[dropcap]T[/dropcap]he philosophy chapter of The Liberal Arts Tradition by Kevin Clark and Ravi Jain ends with the topic of metaphysics. Please, don’t you all go running off in fear! It’s not as complicated as it sounds. I highly recommend the chapter, even if you have to read it a few times before you start understanding it. After all, reading hard books isn’t just for kids. It’s for moms, too!
We don’t immediately think of Charlotte Mason when we think of metaphysics, and for good reason. She makes sparing use of the term, after all. She never defines it in her books, and she doesn’t list it as a subject in her curriculum programmes.
Or does she?
Well, let’s start at the beginning, with the definition of metaphysics presented by Clark and Jain in this section:
Metaphysics is the study of being; what can be said of all of reality. For the medievals, metaphysics asked what could be held as true of the world, humanity, and even God.
Shortly after this, they offer us five categories involved in the study of metaphysics: being, goodness, truth, beauty, and unity. {Bless them for using my beloved Oxford comma.}
So now we can ask ourselves whether Miss Mason’s curriculum included the teaching of metaphysics — did the curriculum ask and attempt to answer what could be held as true about the world, humanity, and/or God, and if so, how, and to what extent?
This is only a blog post, so we’ll have to be brief, but let’s take a taste of what Miss Mason was offering {or not offering} her students in regard to metaphysics.
I’m going to go out on a limb and say that her number one resource when it comes to metaphysics was her own volume {which she wrote because she couldn’t find what she needed}, Ourselves. What is Ourselves, but a seeking for understanding of truths about man? In its introduction, she tells us:
The whole question of self-management and self-perception implies a dual self. There is a self who reverences and a self who is reverenced, a self who knows and a self who is known, a self who controls and a self who is controlled. This, of a dual self, is perhaps our most intimate and our least-acknowledged consciousness. We are a little afraid of metaphysics…
Ourselves is divided into two parts. The first half was begun around age 12, and the second half around age 16. Charlotte Mason had a deep desire for her students to graduate with an understanding of human nature. Reading this book with my son {slowly, just little three-page chapters every once in a while} has been one of the highlights of homeschooling for me thus far. The reading is rich, and the discussions often richer. I cannot recommend it highly enough.
I think we can also assume metaphysical ideas were covered in at least rudimentary forms in the classroom due to how Miss Mason trained her teachers. Throughout her writings, we see that Coleridge’s concept of the “captain idea” had fully captured Miss Mason’s imagination. Whether it was math or science or literature, she believed that the “captain ideas” — these ideas that clothed facts and were more than broad generalizations but rather very truths enfleshed — could and should be drawn out by the teachers.
Clark and Jain tell us:
[M]etaphysics is the guardian of the secret questions of culture.
Because Miss Mason understood that there were ideas that transcended any one particular instance, her methodology allows for a development in this area that is organic and attends all of the readings. Personally, I wouldn’t expect too much direct teaching on this subject from someone who held that children were to keep to a more poetic form of knowing until age 15, and I was pleasantly surprised to see how much more there was to all of this than meets the eye. It seems to me that the important part will be played by the teacher — in our willingness to draw out observations of these big ideas over time rather than stopping at a narration of “just the facts.”
1 Comment
Thank you very much for this entire series. It is refreshing to have blog posts with the depth and thoughtfulness you have offered on the topic of education. I have procured the book and look forward to pondering it myself.
And on your question of podcasts vs. blog posts, one more category would have fit my practice of preferring to read something so I could take notes. I will listen to a podcast here and there but well after the day is done and everyone is in bed. Popping in earbuds during the day is a signal that I am not available when I need to be. So reading over listening is preferred.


*Problem requirements:* From the first line to the last, print the data exactly as written.

*Input for this task:*

((

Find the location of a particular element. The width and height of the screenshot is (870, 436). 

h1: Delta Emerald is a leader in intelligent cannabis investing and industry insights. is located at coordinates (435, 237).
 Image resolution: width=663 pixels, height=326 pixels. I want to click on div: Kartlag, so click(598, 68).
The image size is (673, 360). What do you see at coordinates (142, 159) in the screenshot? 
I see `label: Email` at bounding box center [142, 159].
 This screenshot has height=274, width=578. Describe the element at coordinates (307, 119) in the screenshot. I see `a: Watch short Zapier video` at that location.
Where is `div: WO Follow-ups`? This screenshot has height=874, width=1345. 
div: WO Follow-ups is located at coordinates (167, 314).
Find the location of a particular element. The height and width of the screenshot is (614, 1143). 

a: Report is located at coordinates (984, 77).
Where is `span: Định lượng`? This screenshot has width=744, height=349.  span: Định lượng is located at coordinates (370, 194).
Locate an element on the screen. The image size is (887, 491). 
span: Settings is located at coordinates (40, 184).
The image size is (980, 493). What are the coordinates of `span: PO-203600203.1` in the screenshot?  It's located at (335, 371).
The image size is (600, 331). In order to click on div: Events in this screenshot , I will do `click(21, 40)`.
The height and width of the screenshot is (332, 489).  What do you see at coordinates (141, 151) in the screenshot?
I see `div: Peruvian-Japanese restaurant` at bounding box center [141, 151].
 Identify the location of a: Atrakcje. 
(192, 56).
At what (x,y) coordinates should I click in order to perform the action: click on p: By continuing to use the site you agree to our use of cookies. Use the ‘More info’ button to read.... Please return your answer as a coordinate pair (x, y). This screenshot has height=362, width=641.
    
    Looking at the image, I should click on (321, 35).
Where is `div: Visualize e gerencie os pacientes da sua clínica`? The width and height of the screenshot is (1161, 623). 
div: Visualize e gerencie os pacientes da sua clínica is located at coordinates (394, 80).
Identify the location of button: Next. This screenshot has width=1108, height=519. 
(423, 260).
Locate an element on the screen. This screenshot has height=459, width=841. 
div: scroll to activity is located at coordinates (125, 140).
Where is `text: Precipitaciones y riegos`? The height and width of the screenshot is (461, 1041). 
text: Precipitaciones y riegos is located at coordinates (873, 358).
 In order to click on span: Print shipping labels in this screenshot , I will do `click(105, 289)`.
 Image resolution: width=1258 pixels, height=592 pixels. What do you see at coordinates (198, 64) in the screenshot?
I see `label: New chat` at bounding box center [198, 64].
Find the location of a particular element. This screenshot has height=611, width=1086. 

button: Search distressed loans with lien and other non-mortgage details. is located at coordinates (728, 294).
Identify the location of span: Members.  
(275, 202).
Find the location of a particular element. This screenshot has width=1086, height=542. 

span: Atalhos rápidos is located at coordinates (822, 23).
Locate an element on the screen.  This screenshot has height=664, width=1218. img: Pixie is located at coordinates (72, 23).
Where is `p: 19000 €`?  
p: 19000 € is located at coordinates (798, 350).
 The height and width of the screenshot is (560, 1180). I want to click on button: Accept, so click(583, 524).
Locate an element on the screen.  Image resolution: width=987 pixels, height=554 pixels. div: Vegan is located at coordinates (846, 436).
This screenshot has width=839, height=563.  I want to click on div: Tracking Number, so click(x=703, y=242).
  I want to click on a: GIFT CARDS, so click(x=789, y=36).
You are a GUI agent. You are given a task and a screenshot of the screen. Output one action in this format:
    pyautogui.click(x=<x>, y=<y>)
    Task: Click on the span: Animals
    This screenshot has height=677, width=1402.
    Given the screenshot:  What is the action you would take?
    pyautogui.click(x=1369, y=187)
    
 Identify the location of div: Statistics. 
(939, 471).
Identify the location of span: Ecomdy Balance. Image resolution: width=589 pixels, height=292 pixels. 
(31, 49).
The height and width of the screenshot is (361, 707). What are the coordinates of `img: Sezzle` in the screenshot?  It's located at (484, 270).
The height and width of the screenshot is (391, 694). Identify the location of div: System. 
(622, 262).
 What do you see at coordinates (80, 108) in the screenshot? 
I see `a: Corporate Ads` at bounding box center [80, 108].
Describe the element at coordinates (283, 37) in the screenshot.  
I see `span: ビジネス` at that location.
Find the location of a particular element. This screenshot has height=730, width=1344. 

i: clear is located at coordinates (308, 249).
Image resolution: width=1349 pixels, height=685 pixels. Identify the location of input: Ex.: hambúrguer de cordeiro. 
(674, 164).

))

*Problem solution:*
Find the location of a particular element. The width and height of the screenshot is (870, 436). 

h1: Delta Emerald is a leader in intelligent cannabis investing and industry insights. is located at coordinates (435, 237).
 Image resolution: width=663 pixels, height=326 pixels. I want to click on div: Kartlag, so click(598, 68).
The image size is (673, 360). What do you see at coordinates (142, 159) in the screenshot? 
I see `label: Email` at bounding box center [142, 159].
 This screenshot has height=274, width=578. Describe the element at coordinates (307, 119) in the screenshot. I see `a: Watch short Zapier video` at that location.
Where is `div: WO Follow-ups`? This screenshot has height=874, width=1345. 
div: WO Follow-ups is located at coordinates (167, 314).
Find the location of a particular element. The height and width of the screenshot is (614, 1143). 

a: Report is located at coordinates (984, 77).
Where is `span: Định lượng`? This screenshot has width=744, height=349.  span: Định lượng is located at coordinates (370, 194).
Locate an element on the screen. The image size is (887, 491). 
span: Settings is located at coordinates (40, 184).
The image size is (980, 493). What are the coordinates of `span: PO-203600203.1` in the screenshot?  It's located at (335, 371).
The image size is (600, 331). In order to click on div: Events in this screenshot , I will do `click(21, 40)`.
The height and width of the screenshot is (332, 489).  What do you see at coordinates (141, 151) in the screenshot?
I see `div: Peruvian-Japanese restaurant` at bounding box center [141, 151].
 Identify the location of a: Atrakcje. 
(192, 56).
At what (x,y) coordinates should I click in order to perform the action: click on p: By continuing to use the site you agree to our use of cookies. Use the ‘More info’ button to read.... Please return your answer as a coordinate pair (x, y). This screenshot has height=362, width=641.
    
    Looking at the image, I should click on (321, 35).
Where is `div: Visualize e gerencie os pacientes da sua clínica`? The width and height of the screenshot is (1161, 623). 
div: Visualize e gerencie os pacientes da sua clínica is located at coordinates (394, 80).
Identify the location of button: Next. This screenshot has width=1108, height=519. 
(423, 260).
Locate an element on the screen. This screenshot has height=459, width=841. 
div: scroll to activity is located at coordinates (125, 140).
Where is `text: Precipitaciones y riegos`? The height and width of the screenshot is (461, 1041). 
text: Precipitaciones y riegos is located at coordinates (873, 358).
 In order to click on span: Print shipping labels in this screenshot , I will do `click(105, 289)`.
 Image resolution: width=1258 pixels, height=592 pixels. What do you see at coordinates (198, 64) in the screenshot?
I see `label: New chat` at bounding box center [198, 64].
Find the location of a particular element. This screenshot has height=611, width=1086. 

button: Search distressed loans with lien and other non-mortgage details. is located at coordinates (728, 294).
Identify the location of span: Members.  
(275, 202).
Find the location of a particular element. This screenshot has width=1086, height=542. 

span: Atalhos rápidos is located at coordinates (822, 23).
Locate an element on the screen.  This screenshot has height=664, width=1218. img: Pixie is located at coordinates (72, 23).
Where is `p: 19000 €`?  
p: 19000 € is located at coordinates (798, 350).
 The height and width of the screenshot is (560, 1180). I want to click on button: Accept, so click(583, 524).
Locate an element on the screen.  Image resolution: width=987 pixels, height=554 pixels. div: Vegan is located at coordinates (846, 436).
This screenshot has width=839, height=563.  I want to click on div: Tracking Number, so click(x=703, y=242).
  I want to click on a: GIFT CARDS, so click(x=789, y=36).
You are a GUI agent. You are given a task and a screenshot of the screen. Output one action in this format:
    pyautogui.click(x=<x>, y=<y>)
    Task: Click on the span: Animals
    This screenshot has height=677, width=1402.
    Given the screenshot:  What is the action you would take?
    pyautogui.click(x=1369, y=187)
    
 Identify the location of div: Statistics. 
(939, 471).
Identify the location of span: Ecomdy Balance. Image resolution: width=589 pixels, height=292 pixels. 
(31, 49).
The height and width of the screenshot is (361, 707). What are the coordinates of `img: Sezzle` in the screenshot?  It's located at (484, 270).
The height and width of the screenshot is (391, 694). Identify the location of div: System. 
(622, 262).
 What do you see at coordinates (80, 108) in the screenshot? 
I see `a: Corporate Ads` at bounding box center [80, 108].
Describe the element at coordinates (283, 37) in the screenshot.  
I see `span: ビジネス` at that location.
Find the location of a particular element. This screenshot has height=730, width=1344. 

i: clear is located at coordinates (308, 249).
Image resolution: width=1349 pixels, height=685 pixels. Identify the location of input: Ex.: hambúrguer de cordeiro. 
(674, 164).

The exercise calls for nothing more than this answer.